>Doing other people's songs just doesn't have the same stigma in country
>(though maybe it does these days <g>) as in some other fields; why, as late
>as his Philadelphia live album, Merle Haggard was doing impressions of other
>artists (Johnny Cash, Hank Snow, Marty Robbins, Buck Owens)....
>Anyhow, this Thompson stuff is great; I've got the Radio Broadcasts, and I'm
>going to grab Brazos ASAP. Thanks, Dina.
>Jon Weisberger
Yeah that disc sounds good, Dina..
I'm just thinkin though, Jon, that at the time of these live Hank
Thompson cuts, there was less stigma about doing hits in most fields.
Certainly pop singers would almost automatically do current hits in their
live shows...and this was the era of "Your Hit Parade" as a TV hit, with
the show's cast doing other people's pop hits every week. R&B artists
certainly did this too...and even eraly rockers.
(They wouldn't even have been THOUGHT of as covers, would they! Covers
still meant deliberately stepping on somebody else's record release to grab
some bucks off the same number, certainly not performing them, which I know
you know)..
So, as this sort of very public fan of some singers who write and writers
who sing, and somebody who, back when I did it, wrote in the rock press, I
just wanna say--I love versions of songs done by others whos style we know
too. And they don't even have to be drunk as Bottle Rockets to do it!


## WHAT THE TASK REQUIRES
Look through the data below, and copy each line that carries the word "this".

## THE DATA
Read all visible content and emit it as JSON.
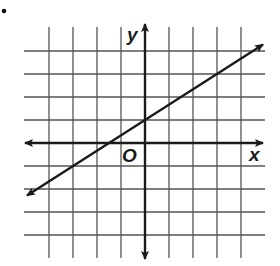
{
  "figure": {
    "bullet": "•",
    "axes": {
      "x_label": "x",
      "y_label": "y",
      "origin_label": "O"
    },
    "grid": {
      "x_min": -4,
      "x_max": 4,
      "y_min": -4,
      "y_max": 4,
      "step": 1
    },
    "line": {
      "equation": "y = (2/3)x + 1",
      "slope": 0.6667,
      "y_intercept": 1,
      "x_intercept": -1.5,
      "points": [
        [
          0,
          1
        ],
        [
          3,
          3
        ],
        [
          -1.5,
          0
        ]
      ],
      "arrows": "both"
    },
    "colors": {
      "grid": "#555555",
      "axes": "#1a1a1a",
      "line": "#1a1a1a",
      "background": "#ffffff"
    }
  }
}
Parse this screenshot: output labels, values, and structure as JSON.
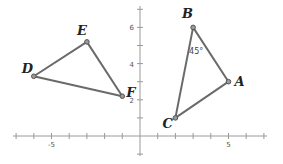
{
  "diagram": {
    "type": "coordinate-plane-triangles",
    "axes": {
      "x_range": [
        -7,
        7
      ],
      "y_range": [
        -1,
        7
      ],
      "x_tick_labels": [
        {
          "value": -5,
          "label": "-5"
        },
        {
          "value": 5,
          "label": "5"
        }
      ],
      "y_tick_labels": [
        {
          "value": 2,
          "label": "2"
        },
        {
          "value": 4,
          "label": "4"
        },
        {
          "value": 6,
          "label": "6"
        }
      ]
    },
    "triangles": [
      {
        "name": "ABC",
        "vertices": [
          {
            "label": "A",
            "x": 5,
            "y": 3
          },
          {
            "label": "B",
            "x": 3,
            "y": 6
          },
          {
            "label": "C",
            "x": 2,
            "y": 1
          }
        ],
        "angle_annotation": {
          "vertex": "B",
          "text": "45°"
        }
      },
      {
        "name": "DEF",
        "vertices": [
          {
            "label": "D",
            "x": -6,
            "y": 3.3
          },
          {
            "label": "E",
            "x": -3,
            "y": 5.2
          },
          {
            "label": "F",
            "x": -1,
            "y": 2.2
          }
        ]
      }
    ]
  }
}
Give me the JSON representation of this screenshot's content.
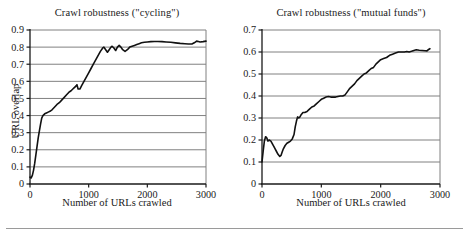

## RESULT OF THE TASK
Parse this screenshot: output labels, values, and structure as JSON.
Give me the JSON representation of this screenshot's content.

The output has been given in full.